P. G. Wodehouse. Much Obliged, Jeeves

‘Yes, sir. When you rang, I was about to see what a little weak brandy and water would do.’

I sped him on his errand of mercy and sat down to brood. You might have supposed that the singular behaviour of Bingley would have occupied my thoughts. I mean, when you hear that a chap of his well-established crookedness has been acting oddly, your natural impulse is to say ‘Ahat ‘ and wonder what his game is. And perhaps for a minute or two I did ponder on this. But I had so many other things to ponder on that Bingley soon got shoved into the discard. If I remember rightly, it was as I mused on Problem (b), the one about restoring the porringer to L. P. Runkle, and again drew a blank, that my reverie was interrupted by the entrance of the old ancestor.

She was wearing the unmistakeable look of an aunt who has just been having the time of her life, and this did not surprise me. Hers since she sold the weekly paper she used to run, the one I did that piece on What The Well-Dressed Man Will Wear for, has been a quiet sort of existence, pleasant enough but lacking in incident and excitement. A really sensational event such as the egg-and-vegetable-throwing get-together she had just been present at must have bucked her up like a week at the seaside.

Her greeting could not have been more cordial. An aunt’s love oozed out from every syllable.

‘Hullo, you revolting object,’ she said. ‘So you’re back.’

‘Just arrived.’

‘Too bad you had that jury job. You missed a gripping experience.’

‘So Jeeves was telling me.’

‘Ginger finally went off his rocker.’

With the inside information which had been placed at my disposal I was able to correct this view.

‘It was no rocker that he went off, aged relative. His actions were motivated by the soundest good sense. He wanted to get Florence out of his hair without actually telling her to look elsewhere for a mate.’

‘Don’t be an ass. He loves her.’

‘No longer. He’s switched to Magnolia Glendennon.’

‘You mean that secretary of his?’

‘That identical secretary.’

‘How do you know?’

‘He told me so himself.’

‘Well, I’ll be blowed. He finally got fed up with Florence’s bossiness, did he?’

‘Yes, I think it must have been coming on for some time without him knowing it, subconsciously as Jeeves would say. Meeting Magnolia brought it to the surface.’

‘She seems a nice girl.’

‘Very nice, according to Ginger.’

‘I must congratulate him.’

‘You’ll have to wait a bit. They’ve gone up to London.’

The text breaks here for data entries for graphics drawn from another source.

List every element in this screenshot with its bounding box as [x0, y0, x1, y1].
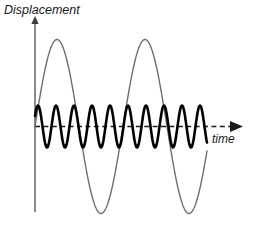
- y-axis-label: Displacement: [4, 4, 80, 17]
- right-arrow-icon: [230, 121, 243, 132]
- x-axis-label: time: [212, 133, 235, 145]
- waveform-figure: Displacement time: [0, 0, 254, 225]
- x-axis: [35, 121, 243, 132]
- up-arrow-icon: [31, 16, 38, 24]
- plot-canvas: [0, 0, 254, 225]
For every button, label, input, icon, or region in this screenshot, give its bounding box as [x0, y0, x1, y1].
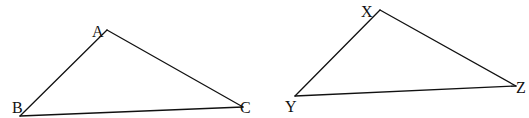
triangle-xyz: X Y Z: [285, 3, 526, 115]
edge-bc: [20, 107, 243, 116]
vertex-label-c: C: [240, 99, 251, 116]
vertex-label-x: X: [361, 3, 373, 20]
triangle-abc: A B C: [12, 23, 251, 116]
edge-yz: [295, 86, 516, 96]
vertex-label-b: B: [12, 99, 23, 116]
edge-ca: [107, 30, 243, 107]
triangles-diagram: A B C X Y Z: [0, 0, 529, 118]
edge-ab: [20, 30, 107, 116]
edge-xy: [295, 10, 380, 96]
vertex-label-a: A: [92, 23, 104, 40]
edge-zx: [380, 10, 516, 86]
vertex-label-z: Z: [516, 79, 526, 96]
vertex-label-y: Y: [285, 98, 297, 115]
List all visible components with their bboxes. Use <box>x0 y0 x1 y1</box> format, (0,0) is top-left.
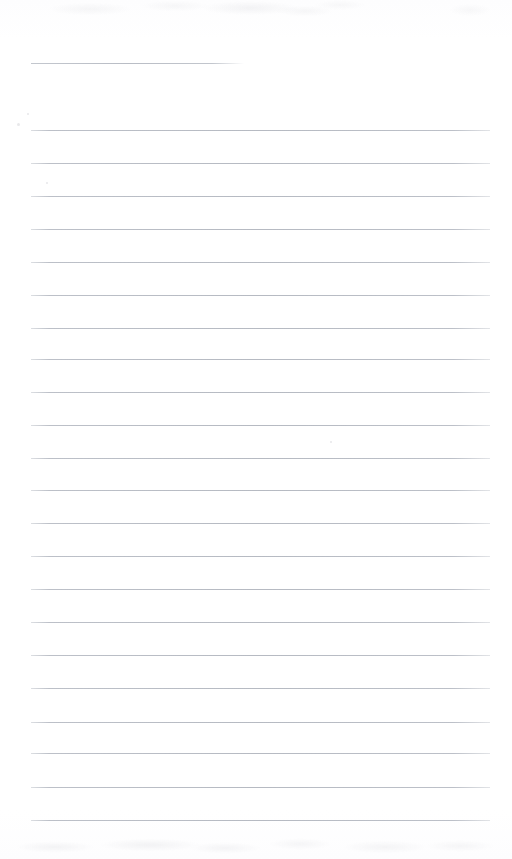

‘So have Spode and Madeline. And Runkle ought to be leaving soon. It’s like one of those great race movements of the Middle Ages I used to read about at school. Well, this is wonderful. Pretty soon it’ll be safe for Tom to return to the nest. There’s still Florence, of course, but I doubt if she will be staying on. My cup runneth over, young Bertie. I’ve missed Tom sorely. Home’s not home without him messing about the place. Why are you staring at me like a halibut on a fishmonger’s slab?’

I had not been aware that I was conveying this resemblance to the fish she mentioned, but my gaze had certainly been on the intent side, for her opening words had stirred me to my depths.

‘Did you say,’ I – yes, I suppose, vociferated would be the word, ‘that Spode and Madeline Bassett had gone to London?’

‘Left half an hour ago.

‘Together?’

‘Yes, in his car.’

‘But Spode told me she had given him the push.’

‘She did, but everything’s all right again. He’s not going to give up his title and stand for Parliament. Getting hit in the eye with that potato changed his plans completely. It made him feel that if that was the sort of thing you have to go through to get elected to the House of Commons, he preferred to play it safe and stick to the House of Lords. And she, of course, assured that there was going to be no funny business and that she would become the Countess of Sidcup all right, withdrew her objections to marrying him. Now you’re puffing like Tom when he goes upstairs too fast. Why is this?